Newton's practice of introducing a particular
instance repeatedly, with what may seem to be only
minor variations, may render the Principia difficult
for the modern reader. But the main hurdle for any
would-be student of the treatise lies elsewhere, in
the essential mathematical difficulty of the main
subject matter, celestial mechanics, however presented.
A further obstacle is that Newton's mathematical
vocabulary became archaic soon after the Principia
was published, as dynamics in general and celestial
mechanics in particular came to be written in the
language of differentials and integrals still used today.
The reader is thus required almost to translate for
himself Newton's geometrical-limit mode of proof and
statement into the characters of the analytic algorithms
of the calculus. Even so, dynamics was taught directly
from the Principia at Cambridge until well into the
twentieth century.
In his “Mathematical Principles” Whiteside
describes the Principia as “slipshod, its level of verbal
fluency none too high, its arguments unnecessarily
diffuse and repetitive, and its content on occasion markedly
irrelevant to its professed theme: the theory of
bodies moving under impressed forces.” This view is
somewhat extreme. Nevertheless, the work might
have been easier to read today had Newton chosen
to rely to a greater extent on general algorithms.
The Principia is often described as if it were a
“synthesis,” notably of Kepler's three laws of
planetary motion and Galileo's laws of falling bodies
and projectile motion; but in fact it denies the validity
of both these sets of basic laws unless they be modified.
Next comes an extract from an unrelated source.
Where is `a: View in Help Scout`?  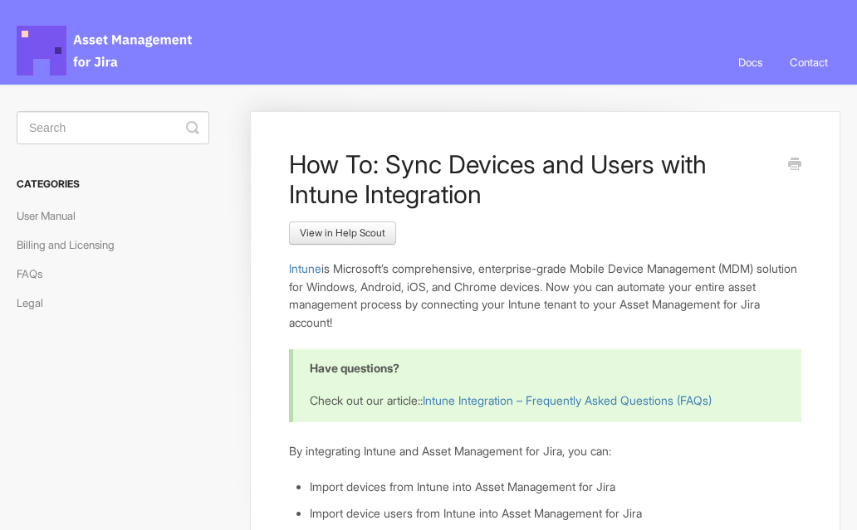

For instance, Newton showed for the first time the
dynamical significance of Kepler's so-called laws of
planetary motion; but in so doing he proved that
in the form originally stated by Kepler they apply
exactly only to the highly artificial condition of a point
mass moving about a mathematical center of force,
unaffected by any other stationary or moving masses.
In the real universe, these laws or planetary
“hypotheses” are true only to the limits of ordinary
observation, which may very well have been the reason
that Newton called them “Hypotheses” in the first
edition. Later, in the second and third editions, he
referred to these relations as “Phaenomena,” by
which it may be assumed that he now meant that they
were not simply true as stated (that is, not strictly
deducible from the definitions and axioms), but were
rather valid only to the limit of (or within the limits of)
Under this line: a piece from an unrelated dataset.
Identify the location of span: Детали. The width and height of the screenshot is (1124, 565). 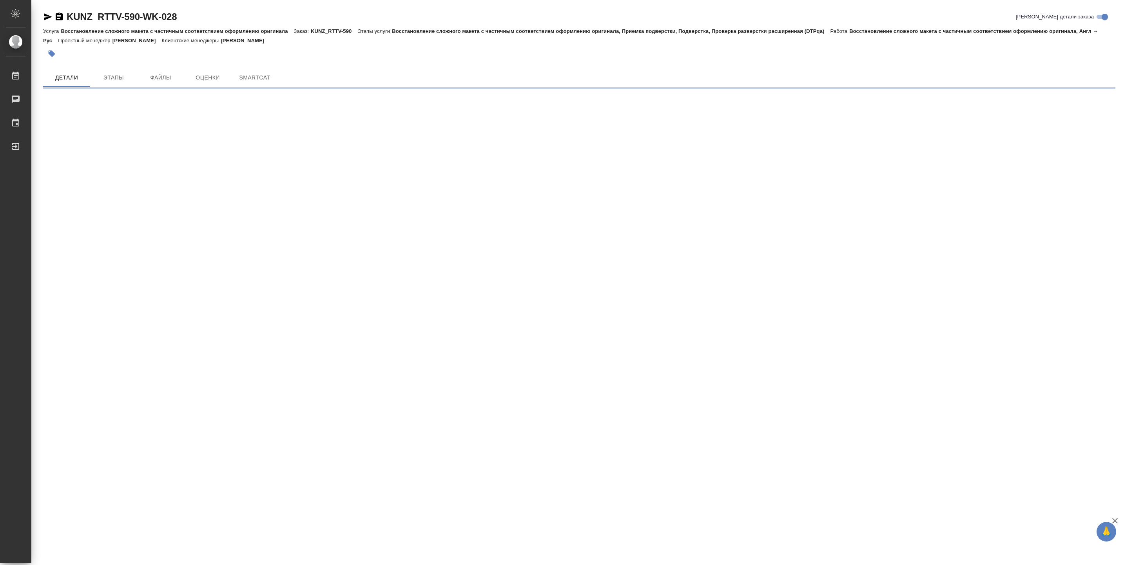
(67, 78).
observation, or were phenomenologically true. In
other words, these statements were to be regarded as
not necessarily true, but only contingently (phenomenologically)
so.
In the Principia, Newton proved that Kepler's
planetary hypotheses must be modified by at least two
factors: (1) the mutual attraction of each of any pair
of bodies, and (2) the perturbation of a moving body
by any and all neighboring bodies. He also showed
that the rate of free fall of bodies is not constant, as
Galileo had supposed, but varies with distance from
the center of the earth and with latitude along the
surface of the earth.144 In a scholium at the end of
section 2, book I, Newton further pointed out that it is
only in a limiting case, not really achieved on earth,
that projectiles (even in vacuo) move in Galilean
parabolic trajectories, as Galileo himself knew full
well. Thus, as Karl Popper has pointed out, although
“Newton's dynamics achieved a unification of
Galileo's terrestrial and Kepler's celestial physics,”
it appears that “from a logical point of view, Newton's
theory, strictly speaking, contradicts both Galileo's
and Kepler's.”145
The “Principia”: Definitions and Axioms.